The Bondi universe: How negative mass drives the cosmological expansion
Giovanni Manfredi, Jean-Louis Rouet, Bruce Miller
TL;DR
This work addresses the cosmic acceleration problem by proposing a Bondi universe with equal positive and negative Bondi masses, analyzed through linear Vlasov–Poisson theory and long-time 1D exact N-body simulations. It demonstrates a double coincidence: a transition from a weakly to a strongly coupled gravitational regime occurs concurrently with a shift from coasting ($a(t) \propto t$) to accelerating expansion, mediated by Bondi runaway acceleration once stable positive/negative mass pairs form. The simulations reveal three expansion phases—ballistic, random-walk acceleration, and uniform acceleration—whose onset coincides with the coupling parameter crossing unity, linking nonlinear dynamics to cosmic acceleration without dark energy. These results suggest a dark-energy–free mechanism for late-time acceleration and motivate extending the analysis to higher dimensions and relativistic gravity to assess observational implications.
Abstract
We identify a new cosmological coincidence that parallels the well-known matter/dark-energy coincidence: the present-epoch transition of the universe from a weakly coupled (collisionless) to a strongly coupled (collisional) gravitational regime. Within a cosmological model containing equal amounts of positive and negative Bondi masses -- consistent with the weak equivalence principle and momentum conservation -- we show that this coupling transition naturally coincides with the shift from a coasting to an accelerating expansion. A linear response analysis of the corresponding Vlasov-Poisson system reveals that mixed positive-negative mass configurations are always unstable, with growth rates that increase at shorter wavelengths, thereby driving the system toward strong coupling. Using long-time, exact one-dimensional N-body simulations, we demonstrate that the universe undergoes three successive expansion phases: an initial ballistic regime, an intermediate random-walk acceleration driven by sporadic Bondi encounters, and finally a uniformly accelerating phase triggered by the formation of stable positive/negative mass pairs. The onset of this last phase occurs precisely when the coupling parameter crosses unity, linking the two cosmological coincidences through a single dynamical mechanism. These results suggest that cosmic acceleration may arise from the nonlinear dynamics of a gravitationally neutral mixed-mass universe, without invoking dark energy or a cosmological constant.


## Exercise:
Without any pictures, print the lines below from the one that has "What elements are" through the one that has "List all visible", exactly and nothing else.

··· Records for processing ···

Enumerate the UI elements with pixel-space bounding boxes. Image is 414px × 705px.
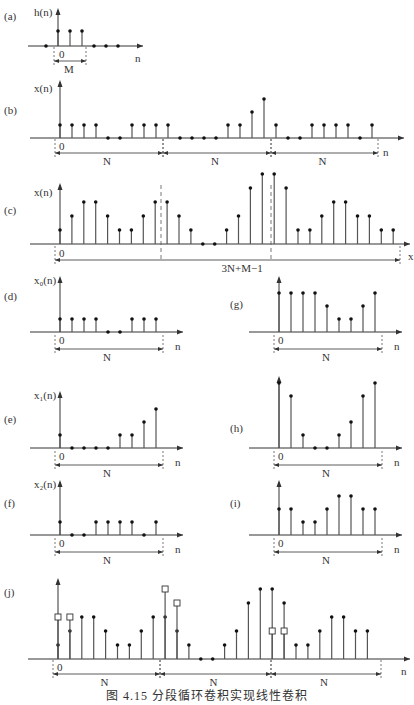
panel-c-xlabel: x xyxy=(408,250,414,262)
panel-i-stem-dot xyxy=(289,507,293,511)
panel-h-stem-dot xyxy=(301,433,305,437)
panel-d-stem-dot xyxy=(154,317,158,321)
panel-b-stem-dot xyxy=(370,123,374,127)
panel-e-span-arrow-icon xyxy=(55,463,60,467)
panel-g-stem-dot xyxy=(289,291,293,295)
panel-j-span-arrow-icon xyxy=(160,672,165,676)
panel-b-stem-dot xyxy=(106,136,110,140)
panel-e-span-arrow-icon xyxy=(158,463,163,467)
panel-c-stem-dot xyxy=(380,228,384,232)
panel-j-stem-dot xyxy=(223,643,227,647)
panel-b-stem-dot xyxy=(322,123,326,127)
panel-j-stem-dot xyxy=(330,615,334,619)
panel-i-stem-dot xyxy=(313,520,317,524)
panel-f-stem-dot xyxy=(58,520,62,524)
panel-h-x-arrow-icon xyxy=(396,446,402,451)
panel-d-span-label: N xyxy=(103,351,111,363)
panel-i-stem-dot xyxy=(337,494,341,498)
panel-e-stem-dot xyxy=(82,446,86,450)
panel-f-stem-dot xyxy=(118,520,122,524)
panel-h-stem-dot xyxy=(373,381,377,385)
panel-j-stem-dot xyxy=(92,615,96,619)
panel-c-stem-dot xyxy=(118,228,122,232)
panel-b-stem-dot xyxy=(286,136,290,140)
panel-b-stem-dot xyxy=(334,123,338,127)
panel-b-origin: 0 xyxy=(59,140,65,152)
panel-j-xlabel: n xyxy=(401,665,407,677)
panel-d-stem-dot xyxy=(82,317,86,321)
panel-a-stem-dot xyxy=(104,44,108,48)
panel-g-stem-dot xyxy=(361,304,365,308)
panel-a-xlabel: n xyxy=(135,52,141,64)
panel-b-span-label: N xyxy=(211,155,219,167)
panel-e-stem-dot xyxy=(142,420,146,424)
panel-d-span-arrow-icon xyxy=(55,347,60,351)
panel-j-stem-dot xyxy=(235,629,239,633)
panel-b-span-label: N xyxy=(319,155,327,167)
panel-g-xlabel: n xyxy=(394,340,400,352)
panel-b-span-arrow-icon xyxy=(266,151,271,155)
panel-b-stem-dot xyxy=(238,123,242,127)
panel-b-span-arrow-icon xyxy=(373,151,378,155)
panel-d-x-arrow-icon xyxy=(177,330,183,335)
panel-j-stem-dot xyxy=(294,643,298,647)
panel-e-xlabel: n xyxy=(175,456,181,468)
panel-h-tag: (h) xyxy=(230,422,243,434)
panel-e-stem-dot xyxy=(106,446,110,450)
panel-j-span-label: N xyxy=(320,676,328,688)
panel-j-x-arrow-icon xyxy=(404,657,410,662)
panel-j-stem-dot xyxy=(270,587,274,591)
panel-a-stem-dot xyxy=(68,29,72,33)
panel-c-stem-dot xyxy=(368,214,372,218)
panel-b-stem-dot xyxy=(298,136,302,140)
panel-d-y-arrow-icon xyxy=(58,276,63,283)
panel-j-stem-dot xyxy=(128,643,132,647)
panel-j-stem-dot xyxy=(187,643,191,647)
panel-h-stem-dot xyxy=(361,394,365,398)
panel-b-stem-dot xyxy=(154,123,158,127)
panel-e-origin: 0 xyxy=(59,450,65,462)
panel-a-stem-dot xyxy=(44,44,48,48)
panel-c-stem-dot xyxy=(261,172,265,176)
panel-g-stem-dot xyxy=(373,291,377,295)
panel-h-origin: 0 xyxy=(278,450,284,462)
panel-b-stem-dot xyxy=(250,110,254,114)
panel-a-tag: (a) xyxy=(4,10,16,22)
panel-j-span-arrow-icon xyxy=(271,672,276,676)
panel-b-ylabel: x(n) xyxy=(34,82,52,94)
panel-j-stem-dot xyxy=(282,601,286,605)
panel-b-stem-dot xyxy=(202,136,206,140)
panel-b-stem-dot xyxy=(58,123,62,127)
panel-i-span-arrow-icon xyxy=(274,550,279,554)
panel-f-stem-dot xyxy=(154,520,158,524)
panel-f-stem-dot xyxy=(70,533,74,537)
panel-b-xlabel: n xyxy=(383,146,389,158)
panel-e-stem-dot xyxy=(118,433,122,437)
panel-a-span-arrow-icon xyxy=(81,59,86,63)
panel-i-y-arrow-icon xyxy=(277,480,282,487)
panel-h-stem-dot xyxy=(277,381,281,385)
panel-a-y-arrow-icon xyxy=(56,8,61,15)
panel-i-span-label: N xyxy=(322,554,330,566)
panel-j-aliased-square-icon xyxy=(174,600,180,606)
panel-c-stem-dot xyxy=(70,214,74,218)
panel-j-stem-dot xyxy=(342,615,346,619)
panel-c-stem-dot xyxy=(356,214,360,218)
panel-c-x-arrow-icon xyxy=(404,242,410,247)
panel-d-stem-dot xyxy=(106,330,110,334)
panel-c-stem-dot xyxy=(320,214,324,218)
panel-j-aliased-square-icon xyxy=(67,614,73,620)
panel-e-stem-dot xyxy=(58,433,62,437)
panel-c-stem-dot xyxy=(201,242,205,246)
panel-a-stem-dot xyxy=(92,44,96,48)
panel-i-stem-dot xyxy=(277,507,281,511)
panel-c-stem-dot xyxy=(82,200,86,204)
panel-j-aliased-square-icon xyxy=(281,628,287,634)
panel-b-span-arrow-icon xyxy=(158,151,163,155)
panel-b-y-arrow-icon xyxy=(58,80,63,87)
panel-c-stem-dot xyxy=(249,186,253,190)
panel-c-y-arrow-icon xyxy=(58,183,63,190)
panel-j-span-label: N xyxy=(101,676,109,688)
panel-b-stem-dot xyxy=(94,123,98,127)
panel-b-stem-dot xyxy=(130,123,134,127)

···
··· Records for processing ···

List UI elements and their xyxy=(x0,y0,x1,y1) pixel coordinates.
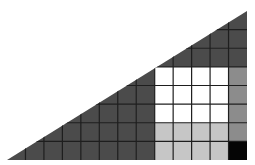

···
··· Records for processing ···

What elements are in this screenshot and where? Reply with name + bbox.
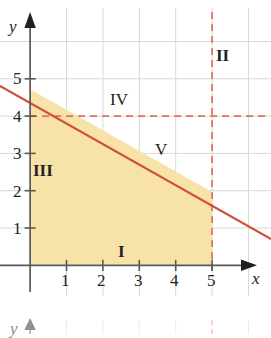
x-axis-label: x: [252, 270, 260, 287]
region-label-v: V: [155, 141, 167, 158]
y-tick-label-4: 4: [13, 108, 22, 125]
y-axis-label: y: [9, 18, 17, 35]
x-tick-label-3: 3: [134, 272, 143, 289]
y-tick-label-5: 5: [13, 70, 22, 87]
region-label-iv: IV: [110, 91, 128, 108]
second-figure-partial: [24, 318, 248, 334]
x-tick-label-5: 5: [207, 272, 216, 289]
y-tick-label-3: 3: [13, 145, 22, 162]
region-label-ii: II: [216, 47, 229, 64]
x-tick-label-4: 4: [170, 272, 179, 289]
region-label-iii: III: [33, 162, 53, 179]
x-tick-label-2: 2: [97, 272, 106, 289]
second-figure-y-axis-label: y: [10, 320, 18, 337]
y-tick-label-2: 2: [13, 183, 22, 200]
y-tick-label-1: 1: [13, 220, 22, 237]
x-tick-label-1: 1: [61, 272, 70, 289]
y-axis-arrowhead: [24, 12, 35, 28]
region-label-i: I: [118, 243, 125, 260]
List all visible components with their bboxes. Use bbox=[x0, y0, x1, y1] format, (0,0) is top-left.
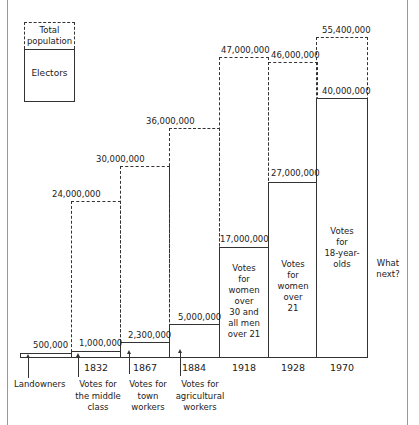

···

## Response area:
What elements are in this screenshot and where? Reply with name + bbox.
x-axis-label: x: [252, 270, 260, 287]
region-label-v: V: [155, 141, 167, 158]
y-tick-label-4: 4: [13, 108, 22, 125]
y-axis-label: y: [9, 18, 17, 35]
x-tick-label-3: 3: [134, 272, 143, 289]
y-tick-label-5: 5: [13, 70, 22, 87]
region-label-iv: IV: [110, 91, 128, 108]
second-figure-partial: [24, 318, 248, 334]
x-tick-label-5: 5: [207, 272, 216, 289]
y-tick-label-3: 3: [13, 145, 22, 162]
region-label-ii: II: [216, 47, 229, 64]
x-tick-label-4: 4: [170, 272, 179, 289]
region-label-iii: III: [33, 162, 53, 179]
x-tick-label-2: 2: [97, 272, 106, 289]
second-figure-y-axis-label: y: [10, 320, 18, 337]
y-tick-label-2: 2: [13, 183, 22, 200]
y-tick-label-1: 1: [13, 220, 22, 237]
x-tick-label-1: 1: [61, 272, 70, 289]
y-axis-arrowhead: [24, 12, 35, 28]
region-label-i: I: [118, 243, 125, 260]
List all visible components with their bboxes. Use bbox=[x0, y0, x1, y1] format, (0,0) is top-left.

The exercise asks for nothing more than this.